Basis: Sakatti's Natura 2000 assessment was judged sufficient in August 2025, yet in November 2025 a court annulled four of its exploration permits.[12,13]

Social license

In Lapland a mine shares ground with reindeer herding, tourism and protected headwaters, and consent is not granted by a permit alone.

Basis: the Hannukainen restart, beside the Tornio and Muonio salmon rivers, has faced sustained local opposition over water discharge.[17]

Flashpoints

Three projects carry both the strategic upside and the contested ground. Each is where the opportunity and the risk are decided at the same table.

Sakatti · Cu-Ni-Co-PGE
Under the Viiankiaapa Natura 2000 mire. The Natura assessment was judged sufficient in 2025 and it is an EU Strategic Project, but a court annulled four exploration permits in November 2025, so the permitting path is live, not settled.[12,13,11]
Hannukainen · Fe-Cu-Au
A ~115 Mt iron-copper-gold project beside the Tornio and Muonio salmon river system. Water discharge is the long-contested issue; the restart remains in permitting against sustained opposition.[17]
Sokli · Phosphate-REE
Lapland headwaters near the Russian border. A feasibility study and pilot run through 2026-29 before any full development decision.[10]

Opportunity times risk

Finland's pitch is rare in Europe: real orebodies, a state that wants them built, EU policy paying for it, and a permitting system that, slow as it is, gives a financeable answer.

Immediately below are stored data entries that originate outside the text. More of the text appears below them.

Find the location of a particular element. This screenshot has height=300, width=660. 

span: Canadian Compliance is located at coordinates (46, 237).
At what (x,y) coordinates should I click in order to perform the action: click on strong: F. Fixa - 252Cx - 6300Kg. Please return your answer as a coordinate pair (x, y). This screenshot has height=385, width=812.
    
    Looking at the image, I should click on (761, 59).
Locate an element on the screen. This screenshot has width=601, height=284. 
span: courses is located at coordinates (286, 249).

The opportunity is the headline, a deeply import-dependent bloc and a country that already mines and refines the metals it needs. The risk is the execution detail, whether the water permit holds and the receiving environment can take the load, and because it is measurable it can be managed rather than feared.

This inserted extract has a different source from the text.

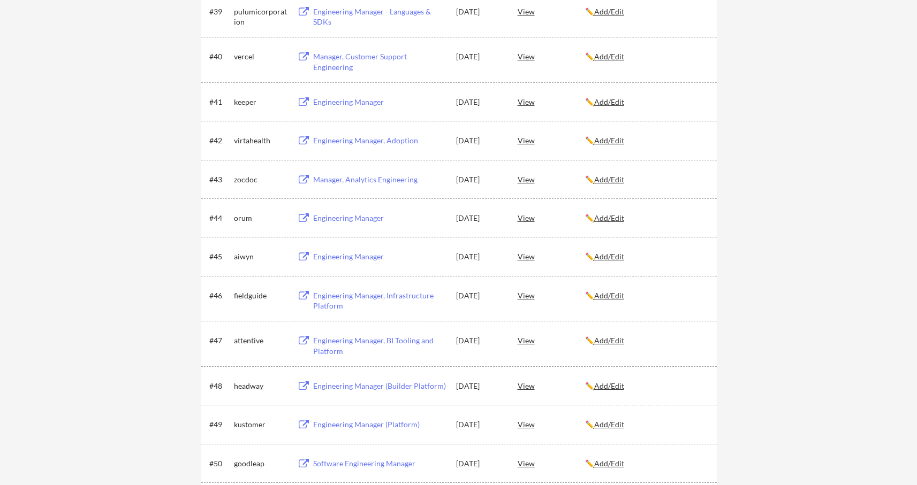 The height and width of the screenshot is (485, 917). I want to click on div: #49, so click(219, 425).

The long-form argument is in the brief: Finland's mining advantage is the permit, not the ore.

Sources and method (26)
  1. [1] Tukes, Statistical Review of Mining in Finland 2024
  2. [2] European Commission / JRC, Study on the Critical Raw Materials for the EU 2023 (import-reliance annex)
  3. [3] Regulation (EU) 2024/1252 (Critical Raw Materials Act), Article 5
  4. [4] IEA, Global Critical Minerals Outlook 2025
  5. [5] Agnico Eagle, Kittilä mine (Europe's largest gold mine)
  6. [6] Boliden, Kevitsa Mineral Resources & Reserves 2024
  7. [7] Outokumpu, Kemi chrome mine reserves +95% (Jan 2025)
  8. [8] Terrafame / Finnish Minerals Group
  9. [9] Sibanye-Stillwater, Keliber lithium project
  10. [10] Finnish Government, EUR 65m capitalisation to advance Sokli (Feb 2026)
  11. [11] Anglo American, Sakatti awarded EU Strategic Project status (25 Mar 2025)
  12. [12] Anglo American Finland, Sakatti Natura 2000 assessment concluded (Aug 2025)
  13. [13] Administrative Court of Northern Finland annuls four Sakatti exploration permits (Nov 2025)
  14. [14] Umicore, Kokkola cobalt refinery acquisition
  15. [15] Safety Investigation Authority, Talvivaara environmental accident Y2012-03 (2014)
  16. [16] Geoenergy (Lyell), review of cobalt in Finland (2023)
  17. [17] Global Energy Monitor / Wilson Center, Hannukainen mine
  18. [18] JORC Code 2012 (CRIRSCO family), Modifying Factors for converting Mineral Resources to Ore Reserves
  19. [19] Fraser Institute, Annual Survey of Mining Companies 2024 (Finland ranked 1st globally for investment attractiveness)
  20. [20] GTK, ore-type to dissolved-signature mapping (bedrock geochemistry)
  21. [21] A1AYN, mine-water worked example (SYKE VESLA, Terrafame to Lake Nuasjärvi)
  22. [22] CIM Definition Standards / NI 43-101: reasonable prospects for eventual economic extraction (RPEEE) and the study-stage progression
  23. [23] AACE International Recommended Practice 47R-11, cost-estimate classification for mining and mineral processing
  24. [24] IFC Performance Standards on Environmental and Social Sustainability, and the Equator Principles (lender E&S due-diligence benchmark)
  25. [25] USGS, mineral deposit models and pathfinder-element geochemistry (Mineral Resources Program)
  26. [26] USGS, critical minerals in mine waste and orogenic-gold systems; acid mine drainage and treatment-sludge metal recovery

As of June 2026. Production and exploration figures from Tukes 2024; EU import reliance from the EC/JRC 2023 critical-raw-materials study; project status from company and government disclosures, 2025-2026. Risk assessments are this analyst's inference, with the basis linked above.